Friends in High Places: Satellite Group, Defense Department Team Up
The Space Data Association will collaborate with the United States Strategic Command on a data-sharing program to ensure the safety and security of satellite operations.
When your organization focuses on an industry need as out of this world as sharing satellite data, you have to pull out the big guns when collaborating with outside groups. More details on an exciting collaboration the Space Data Association has up its sleeve:
About SDA: The association was founded in 2009 to ensure controlled, efficient data sharing among satellite operators. The organization launched with three members—Inmarsat, Intelsat, and SES—but has since grown to include entities such as General Electric’s satellite division, EchoStar Satellite Services (which operates satellites for DISH Network, among others), and several other regional and international industry partners. SDA started the Space Data Center, now run by Analytical Graphics, Inc., which sends out satellite-collision alerts to members.
The new deal: Earlier this month, SDA announced plans to share data with the U.S. Defense Department’s United States Strategic Command, marking the first time that USSTRATCOM has worked with a private-sector organization that isn’t a satellite operator. SDA will participate in USSTRATCOM’s Space Situational Awareness Data Sharing Program. “This agreement represents a major milestone in space situational awareness, creating a framework to exchange data; the benefit is that critical analyses will be far more robust, improving our knowledge of the space operational environment,” SDA Chairman Ron Busch said in a news release. He added that the agreement solidifies “longstanding informal cooperation” between SDA and USSTRATCOM.
Although the Defense Department agreement gives SDA a new relationship at the federal level, other agencies have teamed up with the association in the past. Among them is NASA, which in 2012 struck an agreement with SDA to use its services [PDF].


#### [Work item]
Reproduce all of the records word for word, omitting the pictures.

#### [Material shown]
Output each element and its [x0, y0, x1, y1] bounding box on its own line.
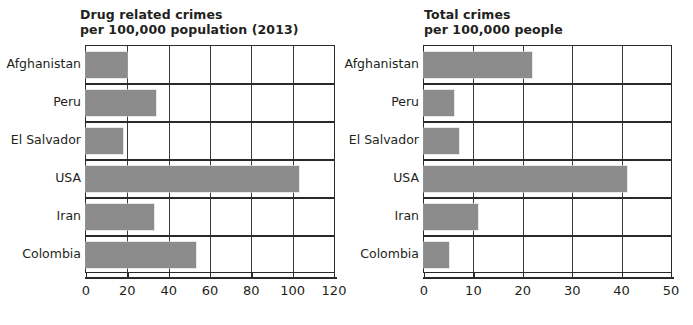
bar — [424, 166, 627, 193]
gridline-horizontal — [86, 235, 334, 236]
chart-panel-drug-related-crimes: Drug related crimes per 100,000 populati… — [0, 0, 345, 325]
category-label: USA — [55, 171, 81, 185]
chart-title-left-line-2: per 100,000 population (2013) — [80, 22, 299, 37]
chart-title-left: Drug related crimes per 100,000 populati… — [80, 7, 299, 37]
x-axis-tick — [127, 272, 128, 278]
x-axis-tick-label: 40 — [160, 283, 177, 298]
category-label: Colombia — [22, 247, 81, 261]
x-axis-tick-label: 80 — [243, 283, 260, 298]
gridline-horizontal — [86, 83, 334, 84]
x-axis-tick-label: 100 — [280, 283, 305, 298]
bar — [424, 128, 459, 155]
x-axis-line-right — [423, 277, 674, 279]
x-axis-tick — [293, 272, 294, 278]
x-axis-tick — [334, 272, 335, 278]
category-label: Peru — [53, 95, 81, 109]
category-label: Colombia — [360, 247, 419, 261]
x-axis-tick — [86, 272, 87, 278]
bar — [424, 242, 449, 269]
category-label: Afghanistan — [7, 57, 81, 71]
category-label: El Salvador — [349, 133, 419, 147]
x-axis-tick-label: 50 — [663, 283, 680, 298]
bar — [86, 52, 127, 79]
plot-area-right — [423, 45, 672, 273]
chart-page: Drug related crimes per 100,000 populati… — [0, 0, 693, 325]
x-axis-tick — [572, 272, 573, 278]
category-label: USA — [393, 171, 419, 185]
x-axis-tick-label: 10 — [465, 283, 482, 298]
gridline-horizontal — [424, 235, 671, 236]
x-axis-tick-label: 30 — [564, 283, 581, 298]
x-axis-tick — [622, 272, 623, 278]
x-axis-tick-label: 20 — [119, 283, 136, 298]
category-label: El Salvador — [11, 133, 81, 147]
gridline-horizontal — [424, 83, 671, 84]
x-axis-tick — [210, 272, 211, 278]
x-axis-tick — [424, 272, 425, 278]
chart-title-right-line-2: per 100,000 people — [424, 22, 563, 37]
x-axis-tick-label: 0 — [82, 283, 90, 298]
bar — [86, 204, 154, 231]
plot-area-left — [85, 45, 335, 273]
gridline-horizontal — [424, 121, 671, 122]
bar — [86, 128, 123, 155]
chart-title-left-line-1: Drug related crimes — [80, 7, 299, 22]
bar — [424, 90, 454, 117]
gridline-horizontal — [86, 121, 334, 122]
bar — [86, 166, 299, 193]
gridline-horizontal — [424, 197, 671, 198]
chart-title-right: Total crimes per 100,000 people — [424, 7, 563, 37]
x-axis-tick — [251, 272, 252, 278]
x-axis-tick — [169, 272, 170, 278]
bar — [86, 242, 196, 269]
bar — [424, 204, 478, 231]
gridline-horizontal — [86, 197, 334, 198]
category-label: Iran — [395, 209, 419, 223]
x-axis-tick — [671, 272, 672, 278]
chart-title-right-line-1: Total crimes — [424, 7, 563, 22]
gridline-horizontal — [424, 159, 671, 160]
category-label: Afghanistan — [345, 57, 419, 71]
category-label: Peru — [391, 95, 419, 109]
x-axis-tick-label: 20 — [515, 283, 532, 298]
x-axis-tick-label: 60 — [202, 283, 219, 298]
bar — [424, 52, 532, 79]
x-axis-tick — [523, 272, 524, 278]
gridline-horizontal — [86, 159, 334, 160]
category-label: Iran — [57, 209, 81, 223]
x-axis-tick-label: 0 — [420, 283, 428, 298]
x-axis-tick — [473, 272, 474, 278]
bar — [86, 90, 156, 117]
x-axis-tick-label: 40 — [613, 283, 630, 298]
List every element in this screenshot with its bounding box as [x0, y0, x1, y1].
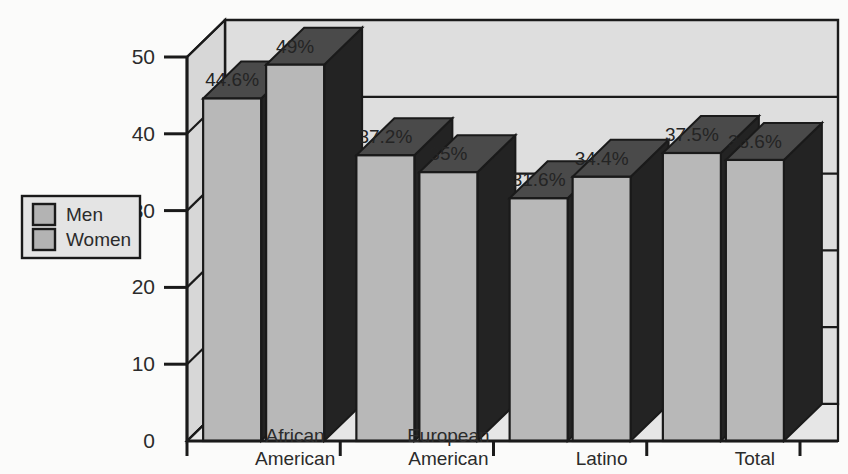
category-label-line: American [408, 448, 488, 469]
bar-value-label: 49% [276, 36, 314, 57]
bar-side-face [784, 123, 822, 441]
legend-swatch-men [33, 204, 55, 225]
category-label-line: Total [735, 448, 775, 469]
x-axis-category-label: Latino [576, 448, 628, 469]
y-axis-tick-label: 10 [132, 352, 155, 375]
bar-column[interactable] [419, 135, 515, 441]
category-label-line: European [407, 425, 489, 446]
bar-front-face [510, 198, 568, 441]
bar-value-label: 34.4% [575, 148, 629, 169]
bar-front-face [663, 153, 721, 441]
bar-front-face [573, 177, 631, 441]
legend-label-men: Men [66, 204, 103, 225]
bar-value-label: 35% [429, 143, 467, 164]
bar-value-label: 44.6% [205, 69, 259, 90]
y-axis-tick-label: 0 [143, 429, 155, 452]
bar-value-label: 37.2% [358, 126, 412, 147]
bar-value-label: 36.6% [728, 131, 782, 152]
bar-front-face [266, 65, 324, 441]
category-label-line: African [266, 425, 325, 446]
legend-item-men[interactable]: Men [33, 204, 103, 225]
category-label-line: Latino [576, 448, 628, 469]
bar-chart-figure: 01020304050 AfricanAmericanEuropeanAmeri… [0, 0, 848, 474]
bar-front-face [356, 155, 414, 441]
bar-value-label: 31.6% [512, 169, 566, 190]
category-label-line: American [255, 448, 335, 469]
bar-front-face [726, 160, 784, 441]
y-axis-tick-label: 20 [132, 275, 155, 298]
chart-legend[interactable]: Men Women [22, 196, 140, 258]
y-axis-tick-label: 50 [132, 45, 155, 68]
bar-front-face [419, 172, 477, 441]
bar-column[interactable] [726, 123, 822, 441]
bar-value-label: 37.5% [665, 124, 719, 145]
legend-swatch-women [33, 229, 55, 250]
bar-column[interactable] [573, 140, 669, 441]
bar-column[interactable] [266, 28, 362, 441]
bar-front-face [203, 98, 261, 441]
legend-label-women: Women [66, 229, 131, 250]
x-axis-category-label: Total [735, 448, 775, 469]
legend-item-women[interactable]: Women [33, 229, 131, 250]
chart-canvas: 01020304050 AfricanAmericanEuropeanAmeri… [0, 0, 848, 474]
y-axis-tick-label: 40 [132, 122, 155, 145]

#### [Answer to this task]
Output each element and its [x0, y0, x1, y1] bounding box on its own line.
bar — [424, 166, 627, 193]
gridline-horizontal — [86, 235, 334, 236]
chart-panel-drug-related-crimes: Drug related crimes per 100,000 populati… — [0, 0, 345, 325]
category-label: USA — [55, 171, 81, 185]
chart-title-left-line-2: per 100,000 population (2013) — [80, 22, 299, 37]
chart-title-left: Drug related crimes per 100,000 populati… — [80, 7, 299, 37]
x-axis-tick — [127, 272, 128, 278]
x-axis-tick-label: 40 — [160, 283, 177, 298]
category-label: Colombia — [22, 247, 81, 261]
x-axis-tick-label: 80 — [243, 283, 260, 298]
gridline-horizontal — [86, 83, 334, 84]
x-axis-tick-label: 100 — [280, 283, 305, 298]
bar — [424, 128, 459, 155]
x-axis-line-right — [423, 277, 674, 279]
x-axis-tick — [293, 272, 294, 278]
x-axis-tick — [334, 272, 335, 278]
category-label: Peru — [53, 95, 81, 109]
category-label: Colombia — [360, 247, 419, 261]
x-axis-tick — [86, 272, 87, 278]
bar — [424, 242, 449, 269]
category-label: Afghanistan — [7, 57, 81, 71]
category-label: El Salvador — [349, 133, 419, 147]
x-axis-tick-label: 50 — [663, 283, 680, 298]
bar — [86, 52, 127, 79]
plot-area-right — [423, 45, 672, 273]
chart-page: Drug related crimes per 100,000 populati… — [0, 0, 693, 325]
x-axis-tick — [572, 272, 573, 278]
category-label: USA — [393, 171, 419, 185]
x-axis-tick-label: 10 — [465, 283, 482, 298]
gridline-horizontal — [424, 235, 671, 236]
x-axis-tick-label: 30 — [564, 283, 581, 298]
x-axis-tick — [622, 272, 623, 278]
x-axis-tick-label: 20 — [119, 283, 136, 298]
category-label: El Salvador — [11, 133, 81, 147]
gridline-horizontal — [424, 83, 671, 84]
x-axis-tick — [210, 272, 211, 278]
x-axis-tick — [424, 272, 425, 278]
chart-title-right-line-2: per 100,000 people — [424, 22, 563, 37]
x-axis-tick-label: 0 — [82, 283, 90, 298]
bar — [86, 204, 154, 231]
plot-area-left — [85, 45, 335, 273]
gridline-horizontal — [424, 121, 671, 122]
bar — [86, 128, 123, 155]
chart-title-left-line-1: Drug related crimes — [80, 7, 299, 22]
bar — [424, 90, 454, 117]
gridline-horizontal — [86, 121, 334, 122]
bar — [86, 166, 299, 193]
gridline-horizontal — [424, 197, 671, 198]
chart-title-right: Total crimes per 100,000 people — [424, 7, 563, 37]
x-axis-tick — [251, 272, 252, 278]
x-axis-tick — [169, 272, 170, 278]
bar — [86, 242, 196, 269]
bar — [424, 204, 478, 231]
gridline-horizontal — [86, 197, 334, 198]
category-label: Iran — [395, 209, 419, 223]
x-axis-tick — [671, 272, 672, 278]
chart-title-right-line-1: Total crimes — [424, 7, 563, 22]
gridline-horizontal — [424, 159, 671, 160]
category-label: Afghanistan — [345, 57, 419, 71]
category-label: Peru — [391, 95, 419, 109]
x-axis-tick-label: 20 — [515, 283, 532, 298]
x-axis-tick-label: 60 — [202, 283, 219, 298]
bar — [424, 52, 532, 79]
x-axis-tick — [523, 272, 524, 278]
gridline-horizontal — [86, 159, 334, 160]
category-label: Iran — [57, 209, 81, 223]
x-axis-tick-label: 0 — [420, 283, 428, 298]
x-axis-tick — [473, 272, 474, 278]
bar — [86, 90, 156, 117]
x-axis-tick-label: 40 — [613, 283, 630, 298]
List every element in this screenshot with its bounding box as [x0, y0, x1, y1].
category-label-line: American [408, 448, 488, 469]
bar-value-label: 49% [276, 36, 314, 57]
bar-side-face [784, 123, 822, 441]
legend-swatch-men [33, 204, 55, 225]
category-label-line: Total [735, 448, 775, 469]
x-axis-category-label: Latino [576, 448, 628, 469]
y-axis-tick-label: 10 [132, 352, 155, 375]
bar-column[interactable] [419, 135, 515, 441]
category-label-line: European [407, 425, 489, 446]
bar-front-face [510, 198, 568, 441]
bar-value-label: 34.4% [575, 148, 629, 169]
bar-front-face [663, 153, 721, 441]
bar-front-face [573, 177, 631, 441]
legend-label-men: Men [66, 204, 103, 225]
bar-value-label: 35% [429, 143, 467, 164]
bar-value-label: 44.6% [205, 69, 259, 90]
y-axis-tick-label: 0 [143, 429, 155, 452]
bar-value-label: 37.2% [358, 126, 412, 147]
bar-value-label: 36.6% [728, 131, 782, 152]
bar-front-face [266, 65, 324, 441]
category-label-line: African [266, 425, 325, 446]
legend-item-men[interactable]: Men [33, 204, 103, 225]
category-label-line: Latino [576, 448, 628, 469]
bar-chart-figure: 01020304050 AfricanAmericanEuropeanAmeri… [0, 0, 848, 474]
bar-front-face [356, 155, 414, 441]
bar-value-label: 31.6% [512, 169, 566, 190]
category-label-line: American [255, 448, 335, 469]
bar-front-face [726, 160, 784, 441]
y-axis-tick-label: 20 [132, 275, 155, 298]
chart-legend[interactable]: Men Women [22, 196, 140, 258]
y-axis-tick-label: 50 [132, 45, 155, 68]
bar-front-face [419, 172, 477, 441]
bar-column[interactable] [726, 123, 822, 441]
bar-value-label: 37.5% [665, 124, 719, 145]
legend-swatch-women [33, 229, 55, 250]
bar-column[interactable] [573, 140, 669, 441]
bar-column[interactable] [266, 28, 362, 441]
bar-front-face [203, 98, 261, 441]
legend-label-women: Women [66, 229, 131, 250]
x-axis-category-label: Total [735, 448, 775, 469]
legend-item-women[interactable]: Women [33, 229, 131, 250]
chart-canvas: 01020304050 AfricanAmericanEuropeanAmeri… [0, 0, 848, 474]
y-axis-tick-label: 40 [132, 122, 155, 145]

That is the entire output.